Implications Of The New FCA Regulatory Initiatives Grid
- Apr 22
- 2 min read
Updated: Apr 23
The April 2025 Regulatory Initiatives Grid signals a decisive reset: regulators, steered by the Government’s growth agenda, are pivoting from EU-inherited rules to a leaner, UK-tailored framework. Nineteen new projects flow straight from FSMA 2023’s repeal-and-replace programme, all aimed at stripping cost and complexity from firms and sharpening the UK’s competitive edge.
Among the new or unforeseen developments,the FCA’s removal of the Consumer Duty Board champion requirement (without consultation), stands out as a major change in supervisory approach.There is also a notable delay of the Basel 3.1 implementation by one year, in coordination with the PRA and HM Treasury, to provide more clarity around international (particularly US) plans. This has knock-on effects on related prudential policy areas, such as the “Strong and Simple” framework for smaller banks. Hopefully it will have a knock-on impact of freeing up smaller banks to provide more credit to UK firms,especially SME's, who are facing greater cost pressures now than at any time since the 2008 financial crisis.
Additionally, the much-anticipated final rules on diversity and inclusion have been withdrawn for for the time being, due to legislative developments and feedback.
Across all sectors, the Grid introduces a broad range of new cross-sectoral initiatives,including a long-term regulatory framework for Open Banking, new guidance on cloud computing and encryption, updates to the Money Laundering Regulations, and the regulatory regime for ESG ratings. There is also a continued drive to modernise and automate data collection in regulatory reporting.
The guidance on Cloud Computing and encryption aligns to the focus on operational resilience Impact tolerences and the deadline was the end of March 2025.
In sector-specific developments,banking and lending feature 21 new initiatives,among them are reviews of mortgage rules,a new approach to remuneration regimes,and further requirements for solvent exit planning. In payments and crypto-assets, seven new initiatives reflect the evolving regulatory regime for cryptoassets and stablecoins,alongside the implementation of the National Payments Vision and the planned overhaul of the payments regulatory framework. Investment management sees new consultations on fund tokenisation,streamlined value assessment reporting,and a continuing review of the UK funds regime.
Insurance and wholesale markets also have several targeted new entries,such as simplification of insurance rules,captive insurance consultation,introduction of a T+1 settlement cycle, digital securities sandbox,and reforms to the short selling regime.
A further point of note is the high number of completed or stopped initiatives (90 since the last Grid),this includes several initiatives that were both started and finished within this period and reflects both regulatory de-cluttering and the shift in priorities.
In summary,this edition of the Grid highlights an era of regulatory streamlining and a clear intent to align financial regulation with the UK’s economic priorities which are focused squarely on growth.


● EXERCISE DESCRIPTION:
The expected output is exactly the lines below, starting at the line with "Locate an element" and ending at the line with "Task: Click on", both included; no other line belongs in it.

● PROVIDED INFORMATION:
Segment Open

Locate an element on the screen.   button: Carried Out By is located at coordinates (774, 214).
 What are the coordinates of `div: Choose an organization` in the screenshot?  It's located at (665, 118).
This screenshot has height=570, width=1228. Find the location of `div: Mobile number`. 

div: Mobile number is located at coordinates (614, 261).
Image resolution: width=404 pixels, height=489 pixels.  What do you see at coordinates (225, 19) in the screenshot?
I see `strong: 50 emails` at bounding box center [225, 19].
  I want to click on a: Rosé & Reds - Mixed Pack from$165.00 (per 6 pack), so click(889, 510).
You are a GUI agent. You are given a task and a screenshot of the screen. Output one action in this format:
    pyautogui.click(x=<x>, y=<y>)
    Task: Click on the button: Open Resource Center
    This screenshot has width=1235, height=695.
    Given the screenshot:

Segment Closed
Segment Open

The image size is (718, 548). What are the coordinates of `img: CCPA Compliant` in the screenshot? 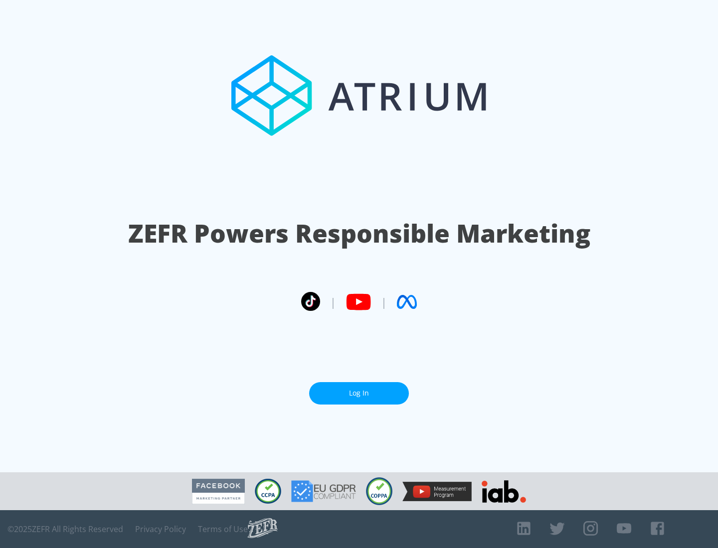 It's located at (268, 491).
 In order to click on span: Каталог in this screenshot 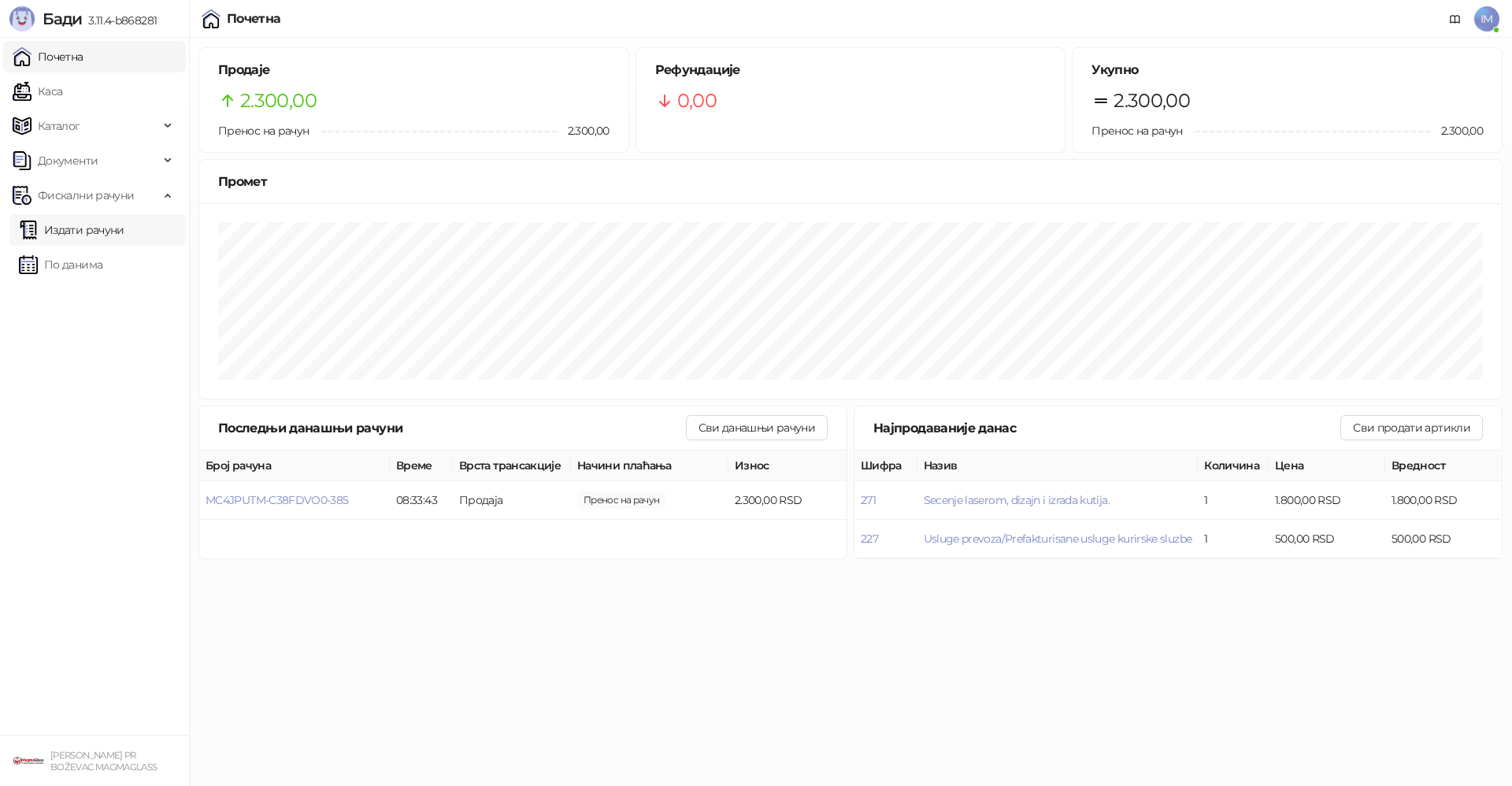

Segment Closed

● WRITTEN ANSWER:
Locate an element on the screen.   button: Carried Out By is located at coordinates (774, 214).
 What are the coordinates of `div: Choose an organization` in the screenshot?  It's located at (665, 118).
This screenshot has height=570, width=1228. Find the location of `div: Mobile number`. 

div: Mobile number is located at coordinates (614, 261).
Image resolution: width=404 pixels, height=489 pixels.  What do you see at coordinates (225, 19) in the screenshot?
I see `strong: 50 emails` at bounding box center [225, 19].
  I want to click on a: Rosé & Reds - Mixed Pack from$165.00 (per 6 pack), so click(889, 510).
You are a GUI agent. You are given a task and a screenshot of the screen. Output one action in this format:
    pyautogui.click(x=<x>, y=<y>)
    Task: Click on the button: Open Resource Center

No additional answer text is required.